The Center’s public opinion polling is one of three analytical components in its broader efforts studying political communication in Wisconsin, the Midwest, and beyond. Over the years, we have also conducted in-depth interviews with hundreds of citizens throughout the state to understand how they’re talking and thinking about politics. And we have conducted large-scale computational analyses of social media and news media content throughout the Wisconsin, the United Stares, and the world.

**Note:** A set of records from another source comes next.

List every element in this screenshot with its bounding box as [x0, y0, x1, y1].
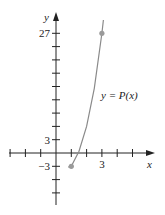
y-tick-label: 27: [39, 27, 51, 39]
x-axis-label: x: [146, 158, 152, 170]
y-tick-label: 3: [45, 134, 51, 146]
x-tick-label: 3: [99, 158, 105, 170]
y-axis: [52, 12, 60, 205]
y-axis-label: y: [43, 11, 49, 23]
y-tick-label: −3: [38, 160, 50, 172]
data-point: [69, 164, 74, 169]
polynomial-graph: y x y = P(x) 273−3 3: [0, 0, 165, 215]
curve-label: y = P(x): [100, 89, 138, 102]
x-axis: [9, 149, 155, 157]
curve-p-of-x: [68, 20, 103, 167]
x-axis-arrow-icon: [146, 150, 155, 156]
y-axis-arrow-icon: [53, 12, 59, 21]
data-point: [99, 31, 104, 36]
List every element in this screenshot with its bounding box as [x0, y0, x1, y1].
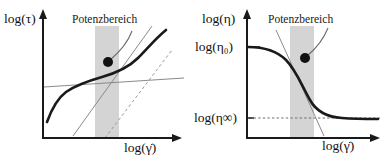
y-axis-label-right: log(η): [202, 12, 235, 26]
band-label-left: Potenzbereich: [72, 14, 137, 26]
x-axis-arrow-left: [172, 134, 182, 142]
y-axis-arrow-right: [243, 9, 251, 19]
annotation-dot-right: [300, 53, 310, 63]
chart-panel-viscosity-curve: log(η) log(η₀) log(η∞) log(γ̇) Potenzber…: [194, 0, 389, 165]
y-tick-label-eta-infinity: log(η∞): [194, 111, 237, 125]
band-label-right: Potenzbereich: [268, 14, 333, 26]
y-axis-arrow-left: [39, 9, 47, 19]
y-tick-label-eta-zero: log(η₀): [195, 40, 233, 54]
annotation-dot-left: [103, 57, 113, 67]
chart-panel-flow-curve: log(τ) log(γ̇) Potenzbereich: [0, 0, 195, 165]
figure-root: log(τ) log(γ̇) Potenzbereich log: [0, 0, 389, 165]
x-axis-label-right: log(γ̇): [322, 139, 354, 153]
y-axis-label-left: log(τ): [4, 12, 36, 26]
x-axis-arrow-right: [370, 134, 380, 142]
x-axis-label-left: log(γ̇): [124, 141, 156, 155]
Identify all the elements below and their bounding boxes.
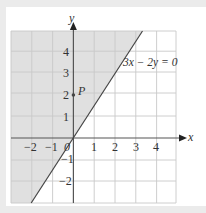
y-tick-label: −2 bbox=[59, 174, 72, 189]
x-tick-label: −1 bbox=[45, 140, 58, 155]
y-tick-label: 1 bbox=[63, 110, 69, 125]
line-equation-label: 3x − 2y = 0 bbox=[123, 56, 177, 68]
point-p-label: P bbox=[78, 84, 85, 99]
x-tick-label: 3 bbox=[133, 140, 139, 155]
y-tick-label: −1 bbox=[61, 152, 74, 167]
y-tick-label: 3 bbox=[63, 66, 69, 81]
y-axis-label: y bbox=[69, 11, 74, 26]
x-tick-label: 1 bbox=[91, 140, 97, 155]
x-tick-label: 2 bbox=[112, 140, 118, 155]
x-axis-label: x bbox=[188, 130, 193, 145]
y-tick-label: 4 bbox=[63, 45, 69, 60]
x-tick-label: −2 bbox=[24, 140, 37, 155]
x-tick-label: 4 bbox=[153, 140, 159, 155]
y-tick-label: 2 bbox=[63, 88, 69, 103]
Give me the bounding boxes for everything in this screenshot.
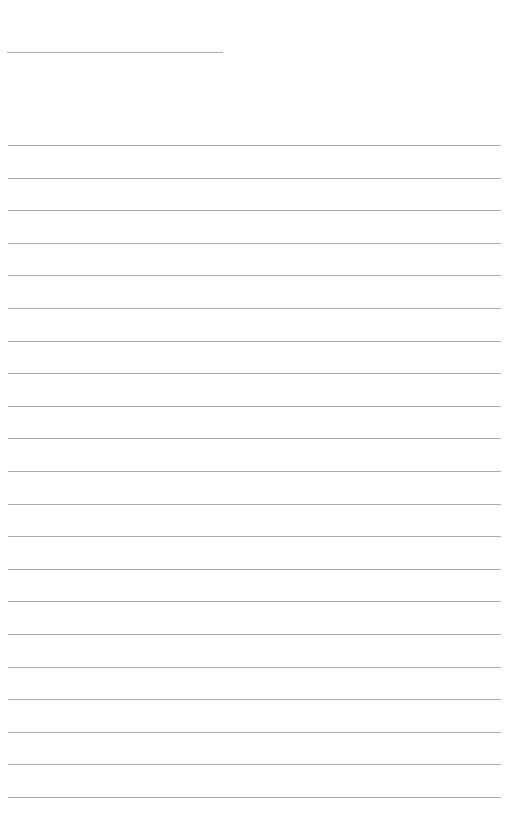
ruled-line [8, 178, 501, 179]
ruled-line [8, 145, 501, 146]
ruled-line [8, 569, 501, 570]
ruled-lines-container [0, 0, 509, 835]
ruled-line [8, 601, 501, 602]
ruled-line [8, 504, 501, 505]
ruled-line [8, 438, 501, 439]
ruled-line [8, 797, 501, 798]
ruled-line [8, 536, 501, 537]
lined-page [0, 0, 509, 835]
ruled-line [8, 308, 501, 309]
ruled-line [8, 699, 501, 700]
ruled-line [8, 634, 501, 635]
ruled-line [8, 667, 501, 668]
ruled-line [8, 406, 501, 407]
ruled-line [8, 764, 501, 765]
ruled-line [8, 471, 501, 472]
ruled-line [8, 732, 501, 733]
ruled-line [8, 210, 501, 211]
ruled-line [8, 275, 501, 276]
ruled-line [8, 373, 501, 374]
ruled-line [8, 341, 501, 342]
ruled-line [8, 243, 501, 244]
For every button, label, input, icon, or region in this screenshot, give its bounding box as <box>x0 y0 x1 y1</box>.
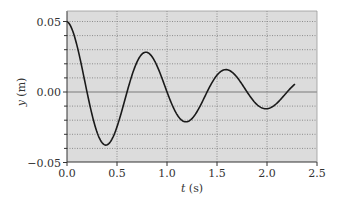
y-tick-labels: 0.050.00−0.05 <box>27 16 61 170</box>
y-axis-unit: (m) <box>15 78 28 101</box>
x-tick-labels: 0.00.51.01.52.02.5 <box>58 167 326 180</box>
x-tick-label: 2.0 <box>258 167 276 180</box>
plot-background <box>67 11 317 162</box>
plot-area <box>67 11 317 162</box>
x-tick-label: 1.5 <box>208 167 226 180</box>
x-tick-label: 1.0 <box>158 167 176 180</box>
y-axis-label: y (m) <box>15 78 28 108</box>
x-axis-unit: (s) <box>185 182 203 195</box>
x-tick-label: 2.5 <box>308 167 326 180</box>
y-tick-label: 0.00 <box>37 86 62 99</box>
chart-root: 0.00.51.01.52.02.5 0.050.00−0.05 t (s) y… <box>0 0 339 208</box>
x-axis-label: t (s) <box>181 182 203 195</box>
y-tick-label: −0.05 <box>27 157 61 170</box>
y-tick-label: 0.05 <box>37 16 62 29</box>
x-tick-label: 0.5 <box>108 167 126 180</box>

CCCR’s past research is synthesized in the book, Battleground: Asymmetric Communication Ecologies and the Erosion of Civil Society in Wisconsin, published by Cambridge University Press in 2022, along with several peer-reviewed articles published in academic journals, and public-facing essays published in national news outlets including the Washington Post, Vox, and TechStream as well as local outlets like the Milwaukee Journal Sentinel, the Capital Times, and the Wisconsin State Journal
Our March 2023 report, “Civic Fracture & Renewal in Wisconsin,” assessed the public’s civic attitudes and behaviors and found worrisome signs of social and political conflict in 2022 Wisconsin and U.S. midterm election survey comparisons. These included ending relationships over politics, safety fears in politics, and views supporting for political violence among a minority of citizens – but we also identified vital agreement across divides in ways that may help repair American democracy.